Scott Tibbs



Does journalism need to be objective?

By Scott Tibbs, February 15, 2023

While the mainstream news media has long presented itself as objectively reporting the facts, conservatives have not considered the news media to be objective for many decades now. This precedes Donald Trump by decades, as Richard Nixon was well known for his hostility to the media. I have heard conservatives complain about the Herald-Times since I first got involved in local politics in 1995. So when a column in the Washington Post argued against "objectivity" in news coverage, millions of conservatives thought "you were never objective in the first place."

It is a little silly to make this about race and sex, blaming objectivity on "white men." Not everything is about "the patriarchy" or "white supremacy," and it seems like little more than virtue signaling when a white male is writing the column. Objectivity, if and when it actually exists, is not meant to uphold existing power structures or suppress minority voices. It is designed to gain the trust of the readers.

But objectivity does not exist, and the mainstream media started to openly admit it when Trump was President. He was uniquely dangerous, they said, and they could not accurately report on him by giving equal time to "both sides." This is probably not something the news media can come back from, especially given that conservatives already distrusted the news media and considered them biased.

The reality on the ground is that openly biased news coverage is popular and growing. Rush Limbaugh pioneered this in the 1990's, and his success spawned legions of people to get into openly biased commentary. Ben Shapiro has one of the most popular podcasts on the internet, and Joe Rogan has also gained in popularity with some of his unique takes and guests. I have much more respect for news sources that openly admit their bias than for those that pretend to be "objective" but clearly are not.

This actually presents an opportunity for the media. Openly biased news and commentary can and does succeed, but you have to be trustworthy for that to work. This means getting all of the relevant facts without unnecessary "both-sidesism." This means not taking people out of context. This means not rushing to be "first" and getting the story completely wrong. It is possible to be both biased and trustworthy. The mainstream media needs to worry a lot more about the latter and a lot less about the former.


## Requirement
Return only these lines, exactly: the one containing "Find the location of a particular element. This" and every line after it in the listing.

## Entries supplied
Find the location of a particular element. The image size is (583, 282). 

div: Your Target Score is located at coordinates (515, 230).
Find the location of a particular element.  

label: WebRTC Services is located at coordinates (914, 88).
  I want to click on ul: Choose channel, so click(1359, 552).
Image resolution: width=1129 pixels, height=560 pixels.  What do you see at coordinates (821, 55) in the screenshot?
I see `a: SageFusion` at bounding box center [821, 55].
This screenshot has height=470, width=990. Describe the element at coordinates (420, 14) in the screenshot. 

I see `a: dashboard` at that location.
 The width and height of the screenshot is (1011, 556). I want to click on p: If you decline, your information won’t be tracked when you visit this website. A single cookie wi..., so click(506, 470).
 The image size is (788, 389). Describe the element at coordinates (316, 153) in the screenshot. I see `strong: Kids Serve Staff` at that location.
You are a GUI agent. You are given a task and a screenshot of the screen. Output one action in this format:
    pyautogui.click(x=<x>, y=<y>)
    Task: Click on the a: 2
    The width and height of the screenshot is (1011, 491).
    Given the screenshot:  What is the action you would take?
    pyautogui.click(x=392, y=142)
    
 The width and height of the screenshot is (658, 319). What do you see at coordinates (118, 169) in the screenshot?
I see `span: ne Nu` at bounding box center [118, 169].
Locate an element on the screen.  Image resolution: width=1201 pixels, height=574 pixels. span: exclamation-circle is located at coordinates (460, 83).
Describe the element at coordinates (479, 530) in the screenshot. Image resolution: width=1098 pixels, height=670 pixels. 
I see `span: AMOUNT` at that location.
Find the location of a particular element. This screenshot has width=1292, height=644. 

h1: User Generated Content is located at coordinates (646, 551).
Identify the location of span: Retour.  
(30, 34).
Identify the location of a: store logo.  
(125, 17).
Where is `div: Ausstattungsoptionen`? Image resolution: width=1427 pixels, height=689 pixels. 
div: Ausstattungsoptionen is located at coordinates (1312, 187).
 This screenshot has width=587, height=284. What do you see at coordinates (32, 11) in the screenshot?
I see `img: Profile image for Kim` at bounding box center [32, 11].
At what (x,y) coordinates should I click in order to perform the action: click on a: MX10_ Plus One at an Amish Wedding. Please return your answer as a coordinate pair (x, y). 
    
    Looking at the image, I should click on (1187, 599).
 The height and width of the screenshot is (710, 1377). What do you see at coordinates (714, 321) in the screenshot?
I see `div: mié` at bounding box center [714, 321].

## Output of the task
Find the location of a particular element. This screenshot has width=1292, height=644. 

h1: User Generated Content is located at coordinates (646, 551).
Identify the location of span: Retour.  
(30, 34).
Identify the location of a: store logo.  
(125, 17).
Where is `div: Ausstattungsoptionen`? Image resolution: width=1427 pixels, height=689 pixels. 
div: Ausstattungsoptionen is located at coordinates (1312, 187).
 This screenshot has width=587, height=284. What do you see at coordinates (32, 11) in the screenshot?
I see `img: Profile image for Kim` at bounding box center [32, 11].
At what (x,y) coordinates should I click in order to perform the action: click on a: MX10_ Plus One at an Amish Wedding. Please return your answer as a coordinate pair (x, y). 
    
    Looking at the image, I should click on (1187, 599).
 The height and width of the screenshot is (710, 1377). What do you see at coordinates (714, 321) in the screenshot?
I see `div: mié` at bounding box center [714, 321].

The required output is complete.